TE ŌHANGA MAURI - PRIORITY #7 - RECLAIM OUR DIGITAL SOVEREIGNTY
Protecting Our "Digital Flesh"
In the modern world, data is the new whenua (land). However, Taitokerau currently faces a "Second Wave of Colonisation" in the digital space. Global tech corporations are scraping Māori language, stories, and knowledge—what we call "Digital Flesh"—to train their AI models without our consent or even asking. This strips our knowledge of its Mauri and its connection to our people.
At the same time, we face a "Digital Divide". Many of our whānau in the North have slower internet and less access to technology, which keeps us locked in the physical economy while the rest of the world moves into the digital future. We believe that our data is a taonga (treasure) to be stewarded, not a commodity to be stolen.
10 Steps to Digital Sovereignty
We can fix the soil of our digital world and ensure our knowledge remains in our hands with these actionable steps:
Adopt the Kaitiakitanga License: Use legal frameworks that treat our data as a taonga to be stewarded, ensuring value always flows back to our community.
Build Sovereign AI: Support local tools like Papa Reo that are trained on ethically sourced Māori data and serve our own people first.
Bridge the Connectivity Gap: Invest in high-speed internet across the North to remove the "resistance" in our regional economy.
Create a Sovereign Cloud: Establish local data storage that is governed by Māori ethics and laws, keeping our "Digital Flesh" safe from unconsented scraping.
Train Digital Tohunga: Provide our rangatahi with high-level tech skills so they can be the creators and guardians of our digital future.
Stop Unconsented Scraping: Challenge global tech companies that use indigenous knowledge to train their models without permission.
Ethical Data Sourcing: Ensure all data used in our regional projects is collected with full consent and respect for its cultural context.
Direct Value Back to Source: Create models where any money made from Māori data goes back into funding local education and marae.
Build "Digital Pā": Create secure online spaces where our whānau can share and preserve knowledge without fear of it being stolen or misused.
Use the Mauri Model for Tech: Evaluate every new digital project based on whether it protects our culture and empowers our people (+2 Mauri Ora).
Making It Happen
Key Stakeholders: Te Hiku Media (leaders in Māori AI), local Iwi and Hapū authorities, and regional technology partners.
Theoretical Minimum Time Frame: 3 to 5 years to build local cloud infrastructure and scale our sovereign AI tools.
Who benefits from things staying as they are?: Global tech corporations ("Big Tech") who extract our knowledge for free and use it to build wealth for their shareholders.
Who benefits from this solution?: Our whānau who gain digital access, our cultural guardians who see our stories protected, and our future generations who will own their own digital destiny.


◆ Directions: Copy out every line of the records in which "pregnancy" can be found.

Figure record listings:
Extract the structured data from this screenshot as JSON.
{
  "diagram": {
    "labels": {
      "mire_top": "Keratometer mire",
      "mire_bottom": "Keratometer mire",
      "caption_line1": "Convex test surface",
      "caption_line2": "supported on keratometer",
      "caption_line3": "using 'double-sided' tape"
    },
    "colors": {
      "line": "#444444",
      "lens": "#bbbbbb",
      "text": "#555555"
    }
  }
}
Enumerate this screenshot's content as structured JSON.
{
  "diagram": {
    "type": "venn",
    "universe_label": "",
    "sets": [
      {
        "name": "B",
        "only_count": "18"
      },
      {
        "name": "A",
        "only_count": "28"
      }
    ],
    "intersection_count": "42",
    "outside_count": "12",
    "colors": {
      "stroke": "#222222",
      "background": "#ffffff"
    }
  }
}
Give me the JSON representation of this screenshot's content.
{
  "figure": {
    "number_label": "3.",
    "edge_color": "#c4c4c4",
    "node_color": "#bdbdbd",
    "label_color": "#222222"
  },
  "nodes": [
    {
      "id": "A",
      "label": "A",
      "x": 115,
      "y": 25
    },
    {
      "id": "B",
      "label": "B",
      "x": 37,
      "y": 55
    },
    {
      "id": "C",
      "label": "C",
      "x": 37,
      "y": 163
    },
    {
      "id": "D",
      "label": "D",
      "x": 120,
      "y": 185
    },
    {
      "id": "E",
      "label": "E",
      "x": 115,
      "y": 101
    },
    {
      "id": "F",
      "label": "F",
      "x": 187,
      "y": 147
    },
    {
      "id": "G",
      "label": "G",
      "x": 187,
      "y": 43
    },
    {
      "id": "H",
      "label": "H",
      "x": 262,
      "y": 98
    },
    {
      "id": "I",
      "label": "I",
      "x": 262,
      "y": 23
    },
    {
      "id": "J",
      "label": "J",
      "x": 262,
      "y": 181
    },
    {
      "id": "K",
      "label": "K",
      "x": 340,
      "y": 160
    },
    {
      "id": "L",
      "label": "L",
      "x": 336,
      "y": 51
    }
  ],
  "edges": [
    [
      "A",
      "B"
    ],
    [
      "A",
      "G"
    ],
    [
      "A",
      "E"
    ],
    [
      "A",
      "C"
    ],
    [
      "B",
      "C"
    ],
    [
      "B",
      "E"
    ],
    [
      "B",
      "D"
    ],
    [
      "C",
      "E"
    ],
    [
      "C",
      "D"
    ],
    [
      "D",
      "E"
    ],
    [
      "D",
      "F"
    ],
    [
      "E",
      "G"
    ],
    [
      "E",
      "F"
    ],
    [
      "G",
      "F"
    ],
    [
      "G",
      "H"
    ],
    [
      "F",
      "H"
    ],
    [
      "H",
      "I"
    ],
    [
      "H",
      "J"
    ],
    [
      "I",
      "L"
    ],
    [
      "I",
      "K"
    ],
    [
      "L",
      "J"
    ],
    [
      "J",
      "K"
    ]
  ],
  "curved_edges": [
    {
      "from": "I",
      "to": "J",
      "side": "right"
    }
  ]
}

* * *

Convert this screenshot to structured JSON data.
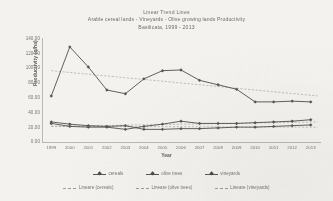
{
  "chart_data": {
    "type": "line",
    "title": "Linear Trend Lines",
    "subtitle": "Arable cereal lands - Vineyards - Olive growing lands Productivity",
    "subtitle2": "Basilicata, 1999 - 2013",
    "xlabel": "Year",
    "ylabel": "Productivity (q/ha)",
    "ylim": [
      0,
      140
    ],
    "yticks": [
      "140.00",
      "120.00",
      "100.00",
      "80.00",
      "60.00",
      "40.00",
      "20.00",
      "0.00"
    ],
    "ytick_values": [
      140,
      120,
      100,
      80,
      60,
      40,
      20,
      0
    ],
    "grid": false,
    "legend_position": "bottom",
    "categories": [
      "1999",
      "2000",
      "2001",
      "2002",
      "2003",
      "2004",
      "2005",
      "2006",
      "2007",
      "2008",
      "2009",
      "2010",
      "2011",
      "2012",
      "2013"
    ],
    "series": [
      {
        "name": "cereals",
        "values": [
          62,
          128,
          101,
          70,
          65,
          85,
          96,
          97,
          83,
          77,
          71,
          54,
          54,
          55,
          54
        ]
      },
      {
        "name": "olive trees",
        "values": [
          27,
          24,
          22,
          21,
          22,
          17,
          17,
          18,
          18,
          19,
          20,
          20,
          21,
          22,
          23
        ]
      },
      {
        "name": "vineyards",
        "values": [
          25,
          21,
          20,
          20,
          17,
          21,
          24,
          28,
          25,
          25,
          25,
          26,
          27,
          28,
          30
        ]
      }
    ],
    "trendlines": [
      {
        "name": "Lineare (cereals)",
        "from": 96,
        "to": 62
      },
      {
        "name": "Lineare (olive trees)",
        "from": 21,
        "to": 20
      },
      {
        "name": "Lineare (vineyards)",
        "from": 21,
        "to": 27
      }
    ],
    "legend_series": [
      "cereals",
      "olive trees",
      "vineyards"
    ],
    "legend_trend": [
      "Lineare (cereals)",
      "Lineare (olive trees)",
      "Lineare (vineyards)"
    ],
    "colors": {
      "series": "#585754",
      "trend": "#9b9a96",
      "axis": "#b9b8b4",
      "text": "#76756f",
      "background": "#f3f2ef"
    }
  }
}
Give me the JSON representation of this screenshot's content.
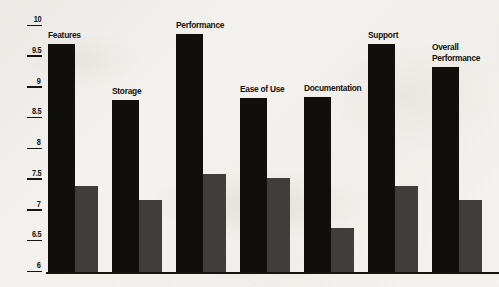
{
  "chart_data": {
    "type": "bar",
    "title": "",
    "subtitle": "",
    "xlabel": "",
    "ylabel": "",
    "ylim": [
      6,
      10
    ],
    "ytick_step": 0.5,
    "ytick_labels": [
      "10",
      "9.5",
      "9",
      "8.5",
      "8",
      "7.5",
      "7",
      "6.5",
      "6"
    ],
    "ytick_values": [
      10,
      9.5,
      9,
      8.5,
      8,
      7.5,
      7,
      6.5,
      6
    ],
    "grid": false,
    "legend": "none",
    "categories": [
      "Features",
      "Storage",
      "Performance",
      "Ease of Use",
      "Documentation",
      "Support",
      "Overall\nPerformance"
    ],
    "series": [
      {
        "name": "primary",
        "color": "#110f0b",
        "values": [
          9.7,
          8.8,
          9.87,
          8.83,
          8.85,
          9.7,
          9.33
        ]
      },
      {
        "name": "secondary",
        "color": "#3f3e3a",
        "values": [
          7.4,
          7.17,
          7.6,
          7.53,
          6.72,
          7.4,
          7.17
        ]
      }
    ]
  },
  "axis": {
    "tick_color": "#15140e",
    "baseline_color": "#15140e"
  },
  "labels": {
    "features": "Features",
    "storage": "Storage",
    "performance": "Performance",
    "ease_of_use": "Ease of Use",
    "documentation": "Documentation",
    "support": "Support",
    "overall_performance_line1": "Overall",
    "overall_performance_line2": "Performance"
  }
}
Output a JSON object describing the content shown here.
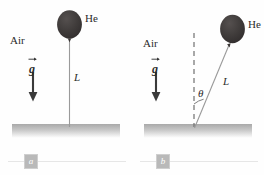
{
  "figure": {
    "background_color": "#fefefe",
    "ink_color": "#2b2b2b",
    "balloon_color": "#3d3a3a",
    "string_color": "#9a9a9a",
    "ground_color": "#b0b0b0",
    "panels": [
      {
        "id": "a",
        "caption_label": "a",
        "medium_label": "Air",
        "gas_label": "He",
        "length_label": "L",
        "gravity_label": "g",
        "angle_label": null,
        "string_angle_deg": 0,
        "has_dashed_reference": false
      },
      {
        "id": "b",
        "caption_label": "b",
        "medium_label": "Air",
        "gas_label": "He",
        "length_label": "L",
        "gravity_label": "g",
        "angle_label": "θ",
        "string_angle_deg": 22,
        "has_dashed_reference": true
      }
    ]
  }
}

...

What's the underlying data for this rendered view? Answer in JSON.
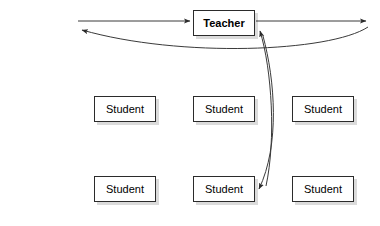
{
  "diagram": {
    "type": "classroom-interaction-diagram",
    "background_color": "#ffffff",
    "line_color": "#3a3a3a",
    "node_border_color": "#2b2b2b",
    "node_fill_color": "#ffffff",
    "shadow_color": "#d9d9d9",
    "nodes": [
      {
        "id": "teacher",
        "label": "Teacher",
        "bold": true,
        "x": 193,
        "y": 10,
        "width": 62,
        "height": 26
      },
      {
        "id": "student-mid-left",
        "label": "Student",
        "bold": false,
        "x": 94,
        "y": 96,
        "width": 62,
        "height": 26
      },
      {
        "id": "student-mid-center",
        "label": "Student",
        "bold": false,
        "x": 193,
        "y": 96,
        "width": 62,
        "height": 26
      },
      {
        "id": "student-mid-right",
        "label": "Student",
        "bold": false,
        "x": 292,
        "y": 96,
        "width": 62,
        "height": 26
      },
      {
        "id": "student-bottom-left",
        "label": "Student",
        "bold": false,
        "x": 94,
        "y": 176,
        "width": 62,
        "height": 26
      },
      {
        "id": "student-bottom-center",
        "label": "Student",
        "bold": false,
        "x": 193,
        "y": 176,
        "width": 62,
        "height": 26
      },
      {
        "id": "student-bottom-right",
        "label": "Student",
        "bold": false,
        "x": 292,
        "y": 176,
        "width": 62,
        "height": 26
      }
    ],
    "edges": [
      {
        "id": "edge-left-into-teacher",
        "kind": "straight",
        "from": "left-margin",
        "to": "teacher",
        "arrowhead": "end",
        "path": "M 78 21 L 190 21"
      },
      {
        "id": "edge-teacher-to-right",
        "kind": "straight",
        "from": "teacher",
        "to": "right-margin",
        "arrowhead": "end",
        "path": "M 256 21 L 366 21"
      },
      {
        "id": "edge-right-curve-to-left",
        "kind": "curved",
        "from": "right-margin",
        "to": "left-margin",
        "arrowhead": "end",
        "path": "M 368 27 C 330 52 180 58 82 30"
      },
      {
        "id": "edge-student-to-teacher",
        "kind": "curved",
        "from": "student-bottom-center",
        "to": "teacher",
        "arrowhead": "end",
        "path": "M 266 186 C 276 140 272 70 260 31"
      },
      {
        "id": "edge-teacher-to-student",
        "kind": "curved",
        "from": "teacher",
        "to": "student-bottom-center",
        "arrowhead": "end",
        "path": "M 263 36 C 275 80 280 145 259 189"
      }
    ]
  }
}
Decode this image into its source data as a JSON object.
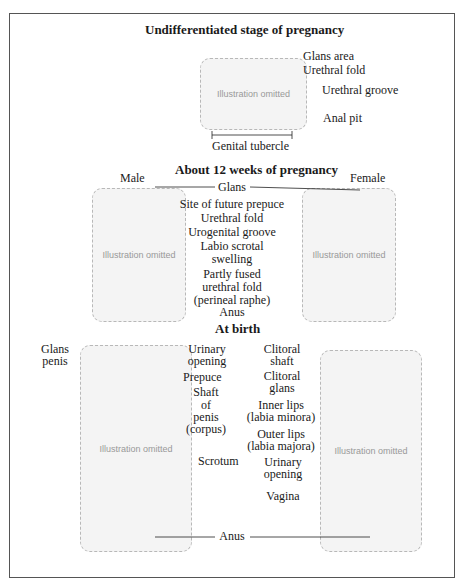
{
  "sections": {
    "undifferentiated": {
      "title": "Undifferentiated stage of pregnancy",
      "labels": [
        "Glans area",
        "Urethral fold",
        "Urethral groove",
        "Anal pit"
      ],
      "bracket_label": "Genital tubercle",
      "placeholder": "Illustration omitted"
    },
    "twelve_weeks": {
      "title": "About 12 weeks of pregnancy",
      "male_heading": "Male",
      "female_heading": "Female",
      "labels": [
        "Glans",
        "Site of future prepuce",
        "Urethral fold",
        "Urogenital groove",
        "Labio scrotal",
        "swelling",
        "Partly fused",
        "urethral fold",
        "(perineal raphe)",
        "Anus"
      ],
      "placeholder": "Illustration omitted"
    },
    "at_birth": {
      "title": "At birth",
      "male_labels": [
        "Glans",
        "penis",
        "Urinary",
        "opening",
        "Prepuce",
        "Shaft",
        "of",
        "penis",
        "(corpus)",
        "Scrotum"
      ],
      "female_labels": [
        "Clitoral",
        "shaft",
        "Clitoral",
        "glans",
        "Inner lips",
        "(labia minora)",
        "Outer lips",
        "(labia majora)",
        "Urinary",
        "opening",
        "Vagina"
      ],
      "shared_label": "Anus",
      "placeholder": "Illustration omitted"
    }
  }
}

◆ Answer to the problem:
      "title": "Undifferentiated stage of pregnancy",
      "title": "About 12 weeks of pregnancy",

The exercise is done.